He’s back!

There’s something reassuringly retro about Arnie’s comeback film, his first starring role since 2003’s forgettable “Terminator 3: Rise Of The Machines”. “The Last Stand” goes right back to basics, with Arnie playing a small town sheriff whose sleepy little community just happens to be on the escape route being used by an escaped drug dealer who busted out while he was being transferred to his execution.

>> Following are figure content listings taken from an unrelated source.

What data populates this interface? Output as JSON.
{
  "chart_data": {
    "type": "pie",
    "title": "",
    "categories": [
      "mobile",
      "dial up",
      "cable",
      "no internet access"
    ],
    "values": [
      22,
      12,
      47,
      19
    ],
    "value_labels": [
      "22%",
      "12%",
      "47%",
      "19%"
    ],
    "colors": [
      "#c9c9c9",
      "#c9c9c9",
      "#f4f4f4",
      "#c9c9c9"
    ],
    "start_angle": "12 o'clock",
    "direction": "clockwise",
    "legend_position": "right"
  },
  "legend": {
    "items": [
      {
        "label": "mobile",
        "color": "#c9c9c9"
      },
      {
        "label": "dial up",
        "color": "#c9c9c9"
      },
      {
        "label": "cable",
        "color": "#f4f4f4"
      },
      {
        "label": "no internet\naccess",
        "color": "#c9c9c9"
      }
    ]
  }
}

There’s some classic, old-school narrative tricks of the trade at work here: we know the bad guy is very bad because we see him do nasty, merciless things, so we’re all set for him to have his ass handed to him by Arnie. There’s no room for shades of grey here, this is a black and white movie in all but film stock. Schwarzenegger seems like he’s never been away and, if anything, seems fresher and more energised than he has in any film since “True Lies”. He seems completely at home as Sheriff Ray Owens, the aging sheriff of Sommerton Junction but luckily for us, and unluckily for drug lord Gabriel Cortez (Eduardo Noriega), he used to be a member of some LAPD special ops squad.

Ray rounds up a rag tag band of deputies and deputised townsfolk and prepares to face down the escapee. The supporting cast including the likes of Jaime Alexander, Luis Guzmán, Johnny Knoxville provides both firepower and fun as they face down the hired goons and their leader Burrell (Peter Stormare) while Cortez races towards the town in a conveniently appropriated special edition sports car capable of speeds of up to 200mph. Only Forrest Whitaker, who pops up as a hapless and unnecessary FBI agent trying desperately to recapture Cortez but is outwitted at every turn, seems unnecessary and out of place in this otherwise streamlined joyride.

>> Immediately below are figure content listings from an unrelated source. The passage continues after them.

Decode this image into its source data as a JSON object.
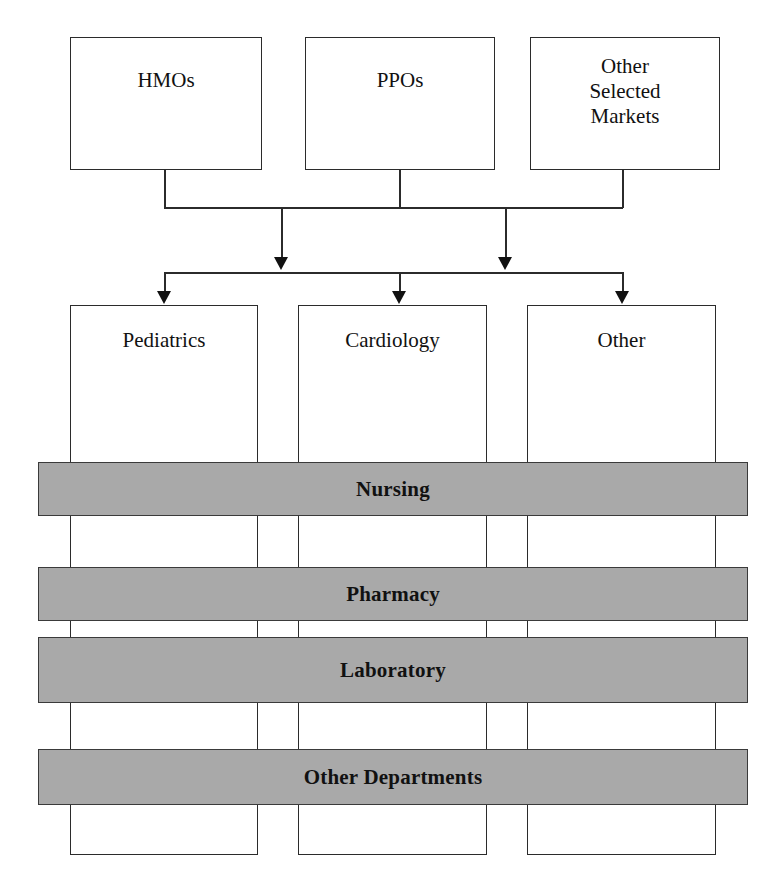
{
  "diagram": {
    "colors": {
      "bar_fill": "#a9a9a9",
      "bar_stroke": "#3a3a3a",
      "box_fill": "#ffffff",
      "box_stroke": "#2b2b2b",
      "text": "#111111"
    },
    "markets": [
      {
        "label": "HMOs"
      },
      {
        "label": "PPOs"
      },
      {
        "label": "Other\nSelected\nMarkets"
      }
    ],
    "service_lines": [
      {
        "label": "Pediatrics"
      },
      {
        "label": "Cardiology"
      },
      {
        "label": "Other"
      }
    ],
    "departments": [
      {
        "label": "Nursing"
      },
      {
        "label": "Pharmacy"
      },
      {
        "label": "Laboratory"
      },
      {
        "label": "Other Departments"
      }
    ]
  }
}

Director Kim Jewson keeps things simple, allowing the story to motor along without any pause for the fashionable angst and self-reflection. This is the film equivalent of a muscle car and it doesn’t care about your feelings, it just wants to get the bad guy and f**k him up. It’s action packed, clever without being gimmicky and there are a few choice one-liners to chuckle over. There’s even an old granny with a shotgun, just for fun. I’d grown to accept that they just don’t make them like this anymore. God-damn it’s good to have Arnie back!